In England and Wales there is no convenient, popularly accepted, indicator of the effectiveness of schooling to compare with the SAT. No single attainment test is administered to all schools, and GCE and CSE examinations were always dogged by problems of comparability (Schools Council, 1979; Nuttall, Backhouse, and Willmott, 1974). Notwithstanding that, from 1969 onwards, the authors of a series of Black Papers saw fit to castigate schools for falling standards1. Unfortunately they tended to use polemical fervour as a substitute for evidence. Indeed what evidence there was at that time, for instance from a number of reading surveys, suggested the maintenance or improvement of attainment, although the single exception provoked more media interest (Start and Wells, 1972).
With the publication of the Green Paper (DES, 1977b), the âstandardsâ issue became an official concern. Once more the suggestion was that educational standards had fallen and that this decline was in some way connected with the introduction of progressive forms of education. Again the accusation was presented without evidence. The fact that two years later the HMI Secondary Survey (DES, 1979a) showed that popular fears about falling standards were largely unfounded did conspicuously little to change the prevailing attitude.2
According to MacDonald (1978) the standards debate in England was as much stimulated by an idealised âdistillation from the pastâ as any so called âobjectiveâ measures. He writes: âIt may be that when we âinventâ the past, especially the lived past, we serve our self esteem by creating an idealized image of our experience, holding it in our heads until it yields measures of virtueâ (p 30). Certainly, a large section of the British public came to believe that standards had declined, and, as Thomas (1928) observed, âif men define situations as real, they are real in their consequencesâ. Moreover, as in America, a growing youth movement was attracting media attention and added to the impression that âkis canât read, donât know how to behave, and arenât willing to workâ. (Taylor, W., 1978).

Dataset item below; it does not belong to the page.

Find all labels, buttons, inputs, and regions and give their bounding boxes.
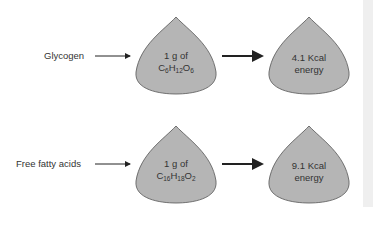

The finger pointed at education could not easily be pushed aside, particularly at a time when the period of education had been extended and the school population, on both sides of the Atlantic, was beginning to diminishâfactors which should have favoured significant improvement. Furthermore the public expected increased âproductivityâ in return for the substantial increases in salaries achieved in the 1970s by unionised teachers in both the UK and the USA. To the layman it seemed that a decreasing service was being provided at increasing expense. As a consequence the recent decline in public spending on services, such as education, has gone virtually unchecked.
The failure of education as an instrument of social reform.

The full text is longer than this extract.